Using the VRML model of Bath

Aim

The aim of this project is to provide a research tool to be used by the planning officers in the city of Bath to evaluate new proposals, choose between a series of alternatives and feedback to the designers enhancing the whole planning process. This is of paramount importance in the fully listed Georgian Bath. This document simply familiarises the user with the controls and navigational aids supplied in this VRML model, the issue of VR in planning is discussed in detail elsewhere.

General Description

The initial digitising and modelling of the whole city was done in CAD over a period of 5 years using mainly photogrammetric data. The VRML project started in 1996 and has now reached a point where it is useable in Pentium PC with 32MB Ram (between 0.5 and 1 frames per second on a P100, 32MB Ram, no accellerated graphics card, up to 4-6 fps on a PII 400 with hardware accelleration). The model is structured in 4 different levels of detail and covers an area of 2.5 X 3.0 km. The landscape surrounding the city at an area of 10 X 10km is also modelled and texture mapped (not on this version). The whole project is split into a series of interlinked files and at its current form is approx 1.8MB compressed with only the main urban blocks surrounding the Bath Abbey linked in all four levels of detail -approximately twenty urban blocks. The focus is on detail and accuracy, so textures have been used in shopfronts, building windows and billboards whilst keeping a high level of detail in the polygon description of buildings. It was decided not to add another fourty or so urban blocks that are currently complete, since the size of the model would exceed half a million triangles and would only run on high end SGIs. Bearing in mind that the lowest level of detail is available on all urban blocks in the city, that doesn't affect the overview of the city. Typically, a 400kb download will let you experience the whole city, examining certain urban blocks in the centre will trigger further downloads.

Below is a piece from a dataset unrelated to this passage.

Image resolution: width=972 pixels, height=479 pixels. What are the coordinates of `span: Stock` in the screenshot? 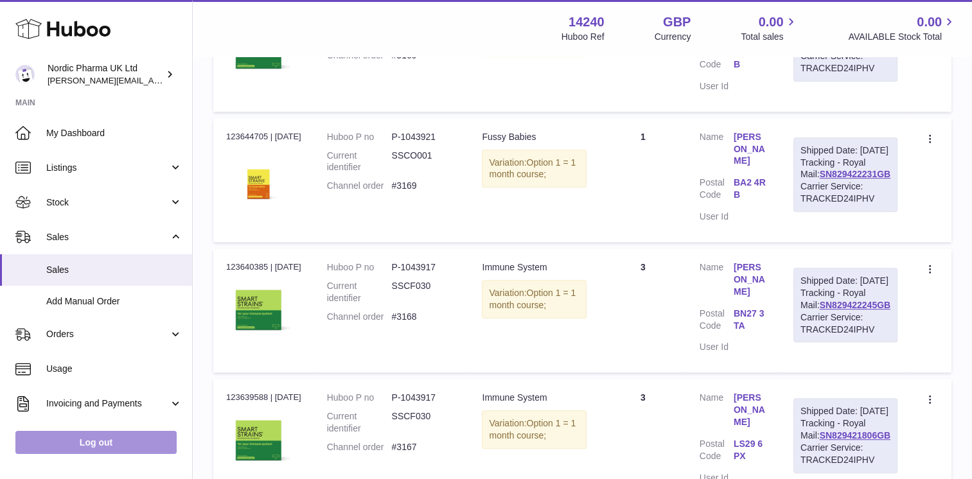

If you would like to find out more about urban modelling in general, the Bath city 3D model and the VRML model in particular, please check this paper.

The Control Panel

This control panel can be found at the bottom right hand corner of the VRML browser window (assuming the VRML window proportions are close to the screen proportions of 3 to 2). The control panel incorporates various features which are described next.

dashboard view

1. Compass The orange coloured arrow shows the direction of the North. It is a powerful navigational clue compensating to a small extend for the lack of the clues found in nature necessary when wandering around an area (wind and its direction, light, sun, sounds etc...).

2. Fly/Walk Toggles between fly navigation mode (quite useful if you are unfamiliar with the city) and walk mode. Default value is FLY.

WARNING: once you switch to walking, switching back to flying drops you to elevation 0 - which is at least 25 metres below the ground (still trying to figure out why...) Just use the arrow keys to move up, or simply choose another one of the predefined cameras to correct your navigation height.

3. Day/Night Toggles a pseudo night simulation mode by switching off the main light. Default value is DAY.

4. Summer/Winter Toggles between a summer version of the trees with full foliage and a winter version with just the trunks. Defaults to SUMMER. Since foliage can distort views from particular parts of the city, it is quite important to be able to visualise the city both in both summer and winter.

5. Viewer Position Reports the X,Y and Z coordinates of the viewer. Bearing in mind that the whole application focus is engineering, the XY is in plan and Z denotes the height (using the CAD and not the VR notation). In this particular example it reports metres from the UK Ordnance Survey starting point (at the southwest tip of the island in Cornwall - hence the 6 digit numbers in plan).

Moving the cursor over the landscape will report on the bottom of the browser window the coordinates of the current cursor position, whereas placing the cursor over a building will report its address.

6. Editing Modes In this demo, three main modes of editing are configured.

every new project added/investigated within the city model, adds a new editing option.

7. Editing Options Within each mode, there may be different options to toggle through.

8. Scroll-Bar Used in different editing modes to scale buildings, translate the balloon flying over the city, etc.

9. Scroll-Bar Reset Sets the scale or translation editing factor back to the default value.

10. Report Saves all editing on the current session to a file on the server. This file can be decoded and used to assess and document the session (not implemented yet).

11. Viewer's Direction Used internally to define perspective camera locations that can be then exported back to CAD packages in order to create plot files or high quality renderings from the exact location.

12. TourBus Animation Toggles the Bath tourbus animation.Takes you a small tour of the city centre using a double-decker bus. Recommended for new visitors - just switch to the Tour Bus camera and start the bus moving.

Browser Compatibility

2025 Update, The VRML model currently only works in this embedded X-ite code

 

Enjoy your visit to Bath and please let me know of any comments you may have.